And it was spring-time; these prisoners of frost were beautifully
sensitive. They, too, with the lake and the aspens and the earth, the
seeds and the beasts, had suffered the season of interment. In such
fashion Nature makes possible the fresh undertakings of last summer's
reckless prodigals; she drives them into her mock tomb and freezes
their hearts--it is a little rest of death--so that they wake like
turbulent bacchantes drunk with sleep and with forgetfulness. Love,
spring says, is an eternal fact, welcome its new manifestations.
Remating bluebirds built their nests near Joan's window; they were not
troubled by sad recollections of last year's nests nor the young birds
that flew away. It was another life, a resurrection. If they remembered
at all, they remembered only the impulses of pleasure; they had
somewhere before learned how to love, how to build; the past summers
had given practice to their singing little throats and to their rapid
wings. No ghosts forbade happiness and no God--man-voiced--saying,
because he knew the ugly human aftermaths, hard sayings of "Be ye
perfect."
What counsel was theirs for Joan and what had her human mentor taught
her? He had taught her in one form or another the beauty of passion and
its eternal sinlessness, for that was his sincere belief. By music he
had taught her, by musical speech, by the preaching of heathen sage and
the wit of modern arguers. He had given her all the moral schooling she
had ever had and its golden rule was, "Be ye beautiful and generous."
Joan was both beautiful and made for giving, "free-hearted" as she
might herself have said, Friday's child as the old rhyme has it,--and
to cry out to her with love, saying, "I want you, Joan," was just,
sooner or later, to see her turn and bend her head and hold out her
arms. Prosper had the reward of patience; his wild leopardess was tamed
to his hand and her sweetness made him tender and very merciful.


■ **Task**: Take the lines from the one with "lead me to *shorts*." to the end of the listing, both ends included, and quote them exactly, leaving pictures out.

■ **Data excerpts**:

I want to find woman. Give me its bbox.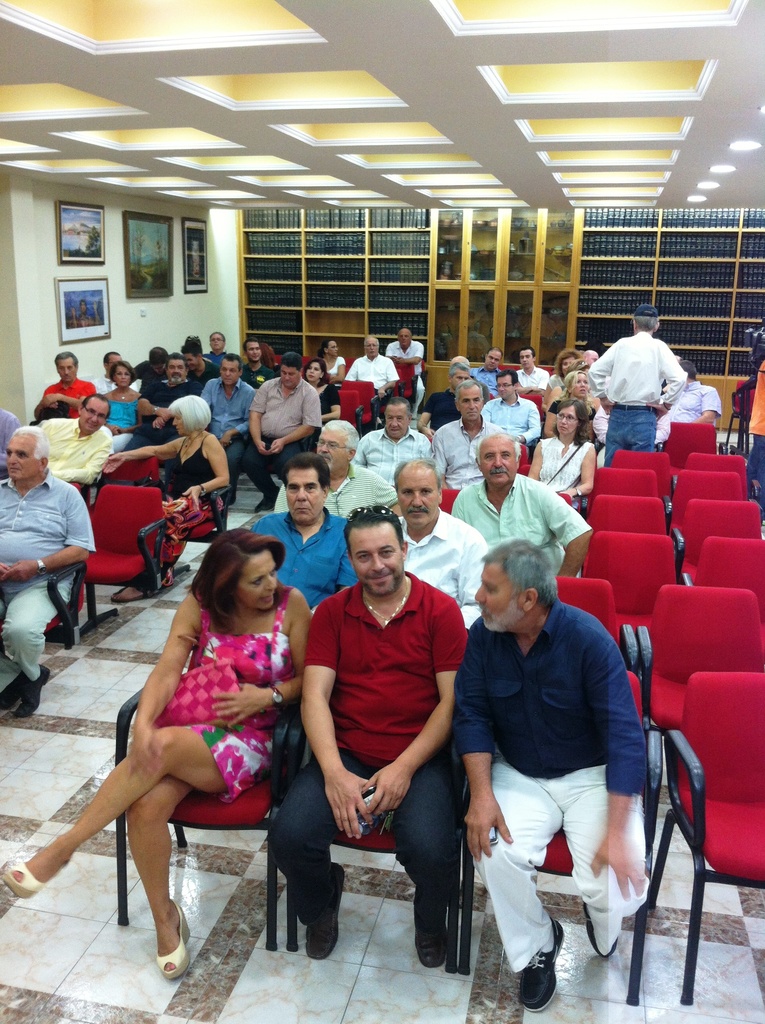
<region>102, 393, 230, 601</region>.
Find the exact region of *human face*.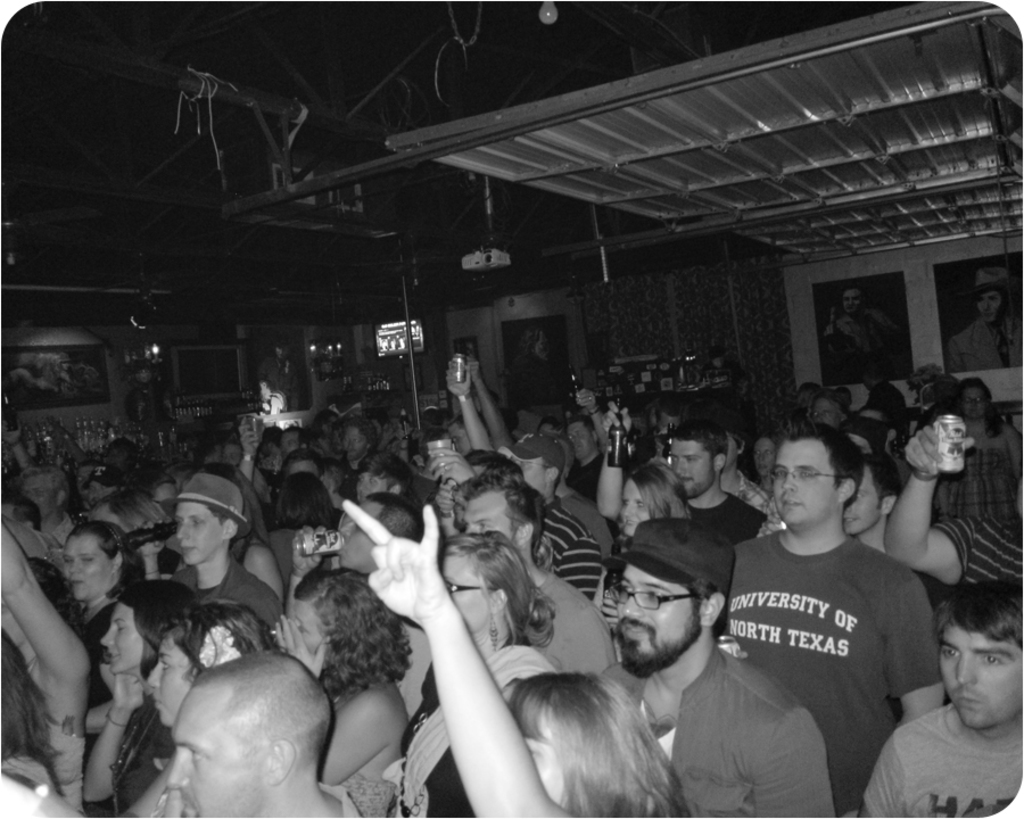
Exact region: bbox=[441, 557, 494, 638].
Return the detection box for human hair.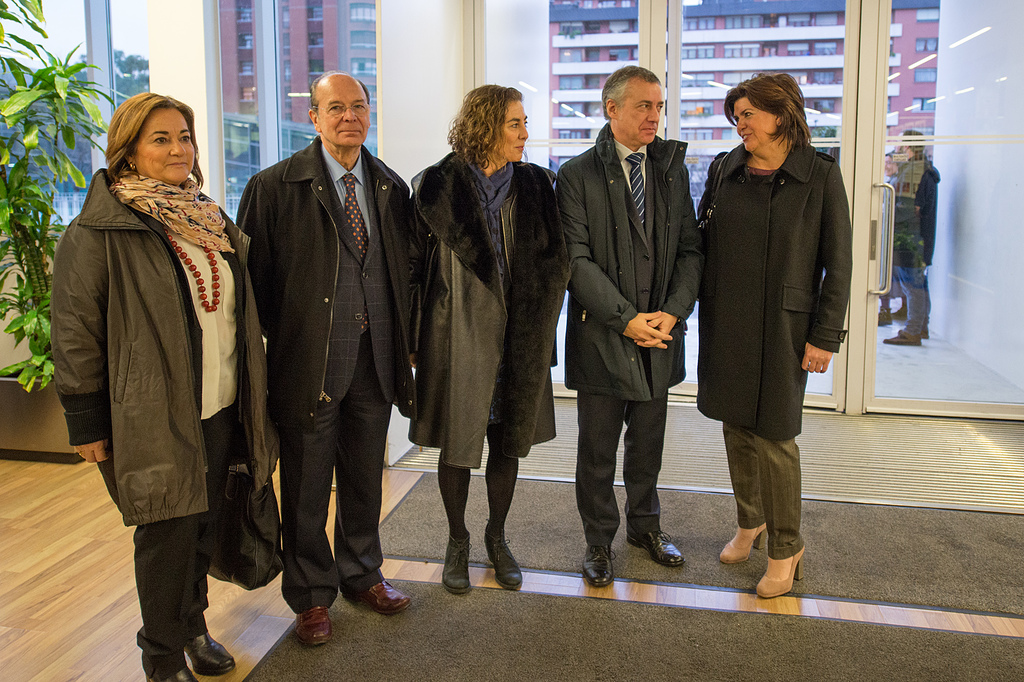
Rect(609, 63, 666, 141).
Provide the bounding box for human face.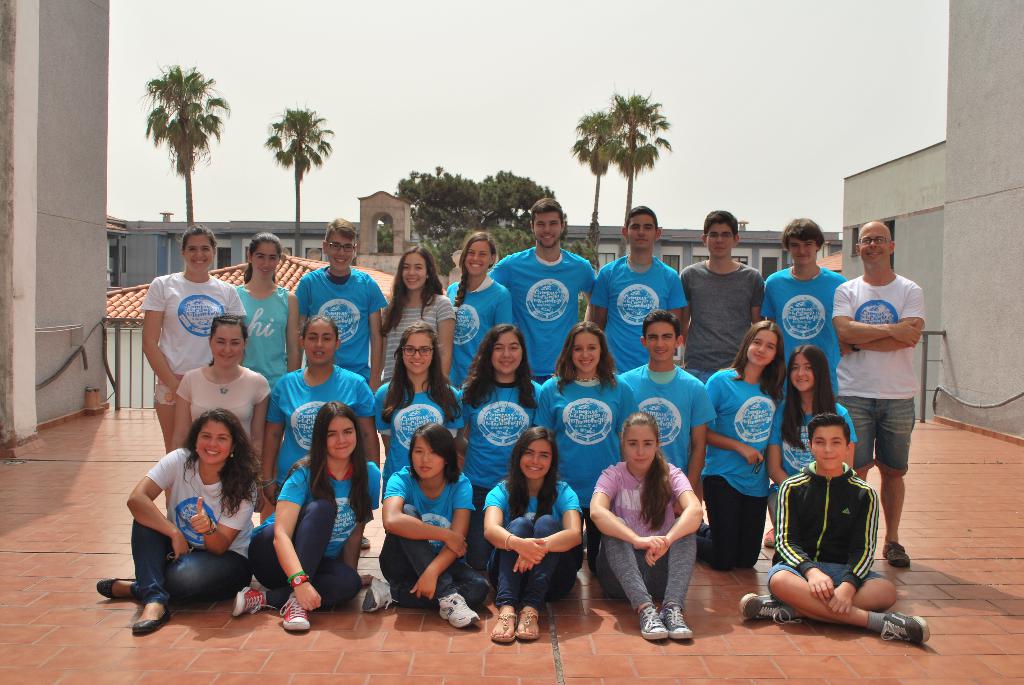
<box>400,331,431,375</box>.
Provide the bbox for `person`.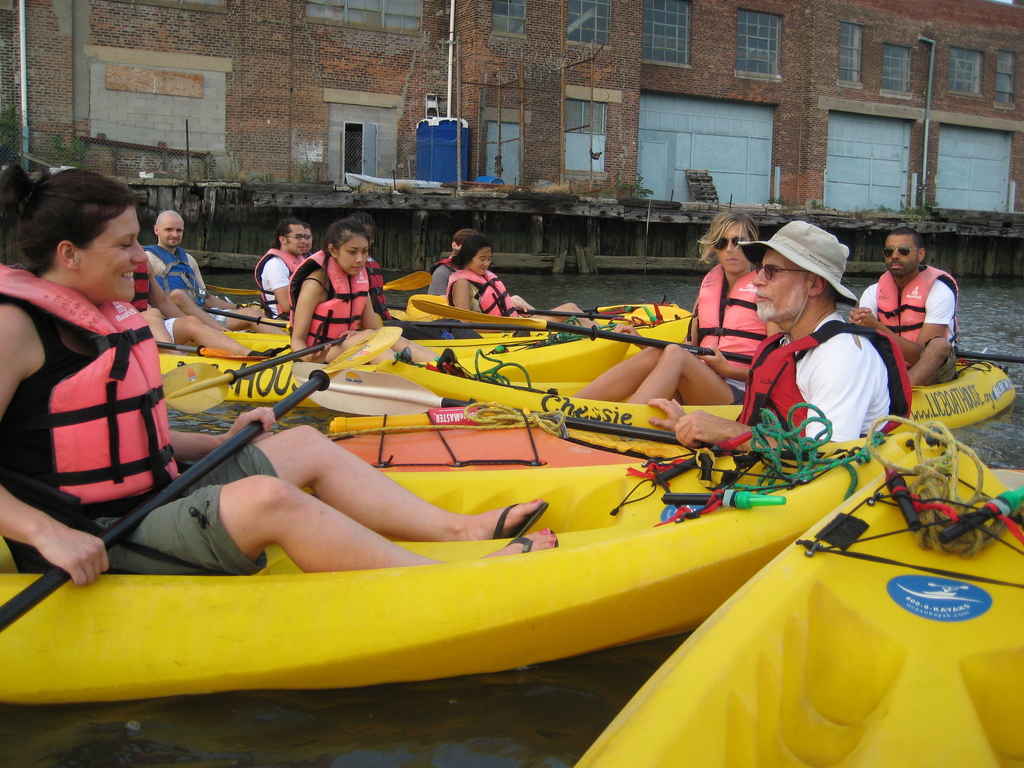
{"x1": 0, "y1": 164, "x2": 559, "y2": 589}.
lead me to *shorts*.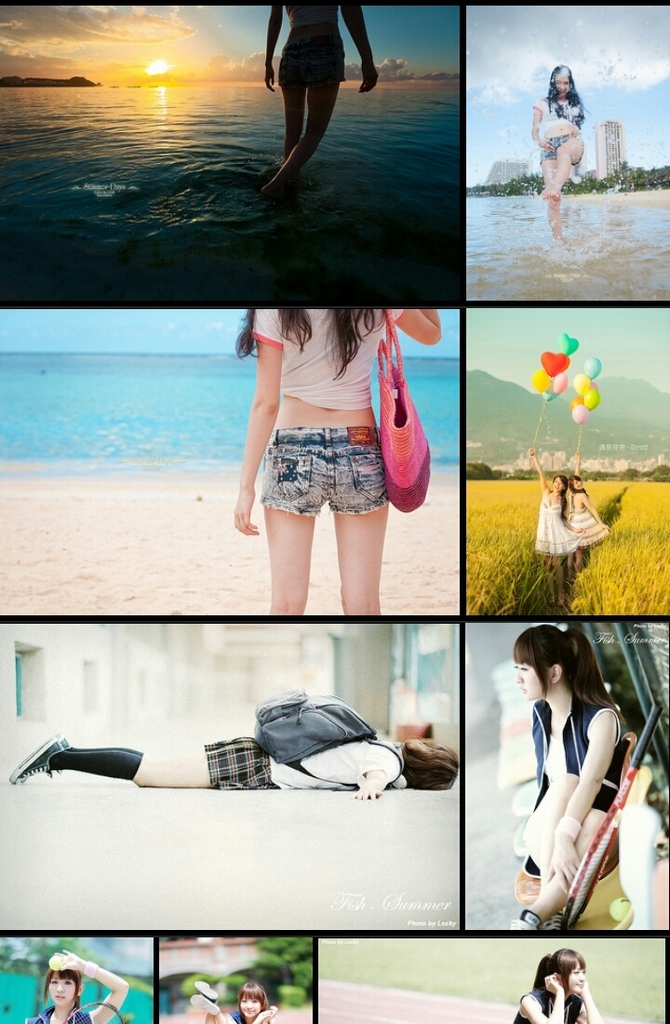
Lead to (261,438,394,504).
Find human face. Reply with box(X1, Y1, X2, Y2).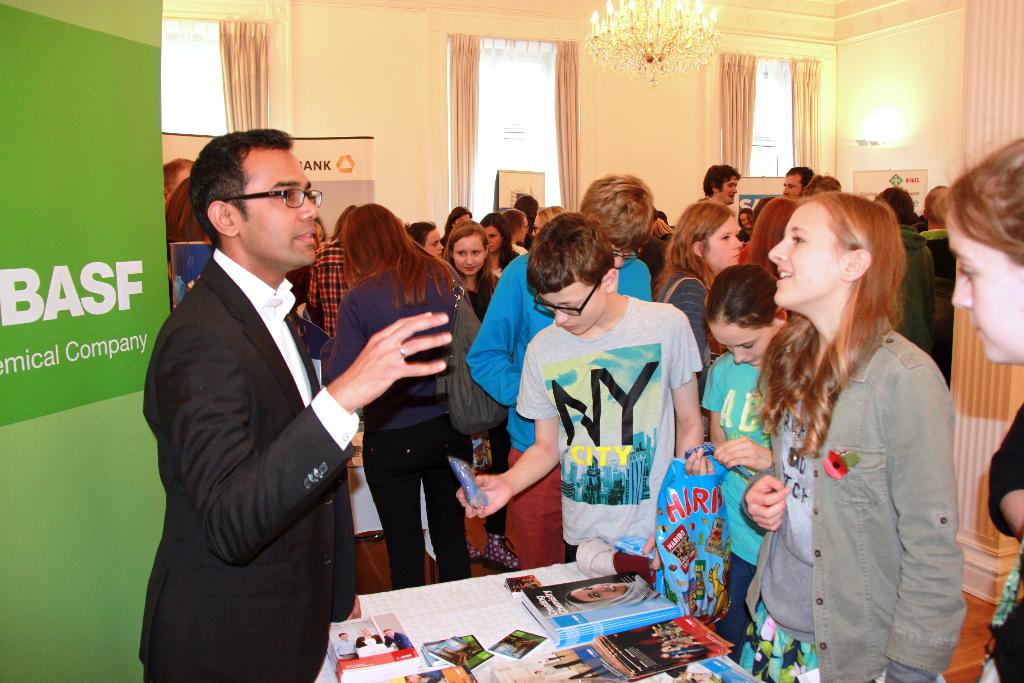
box(422, 229, 444, 257).
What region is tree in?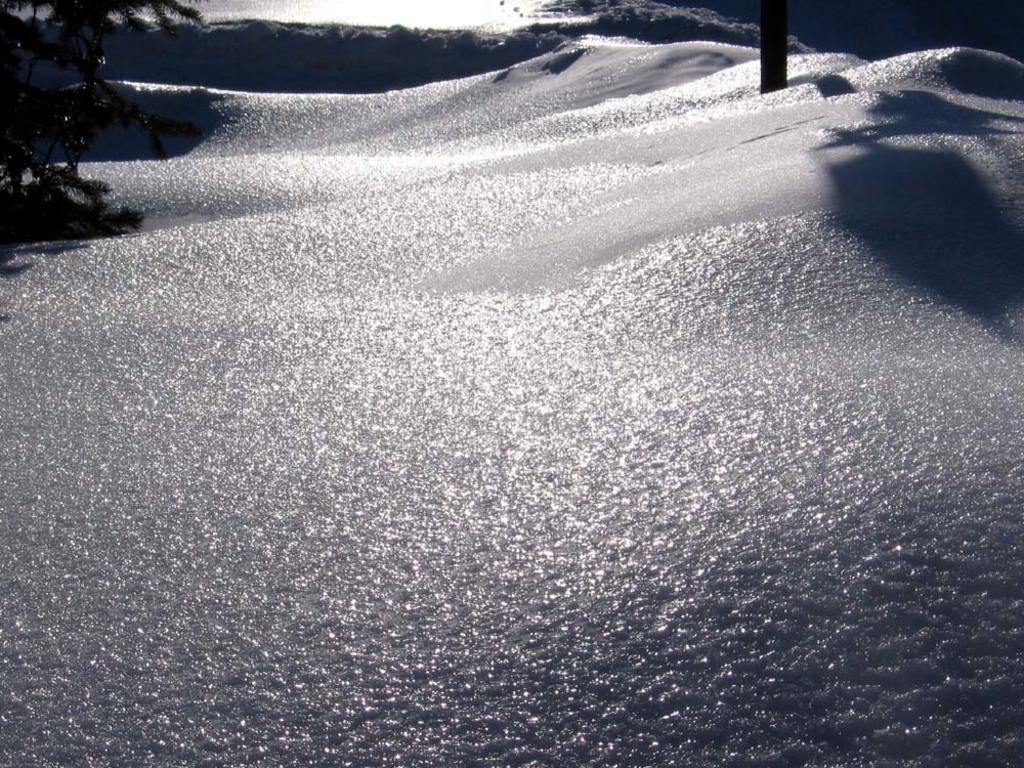
bbox=(752, 0, 791, 96).
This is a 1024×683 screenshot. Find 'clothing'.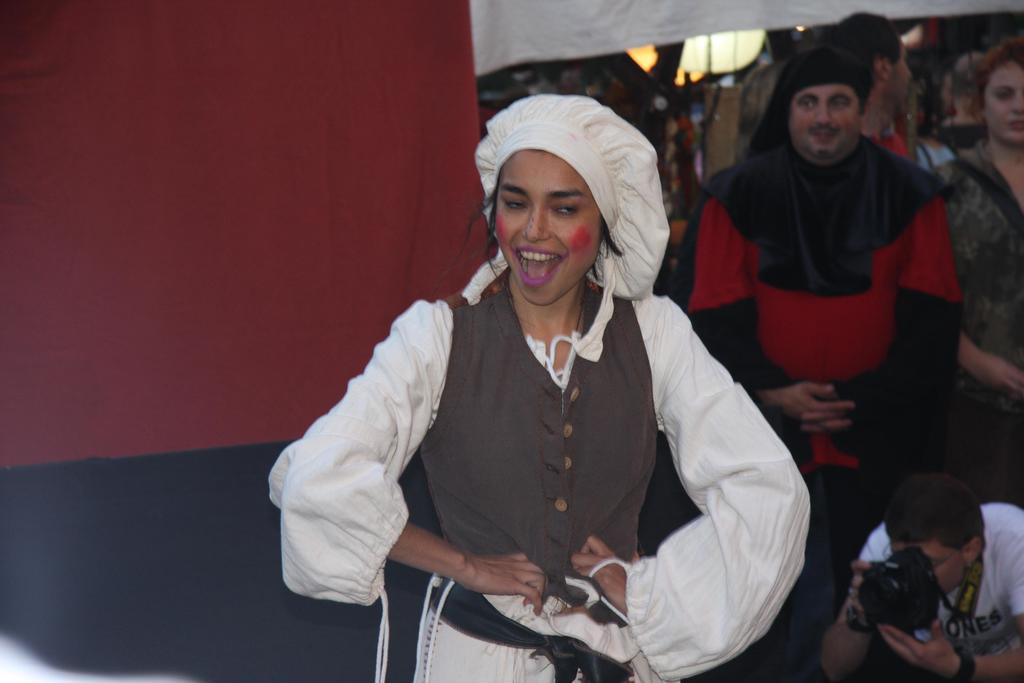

■ **Your response**:
lead me to *shorts*.
Lead to (261,438,394,504).
Find human face. Reply with box(X1, Y1, X2, Y2).
box(422, 229, 444, 257).
What region is tree in?
bbox=(752, 0, 791, 96).
This is a 1024×683 screenshot. Find 'clothing'.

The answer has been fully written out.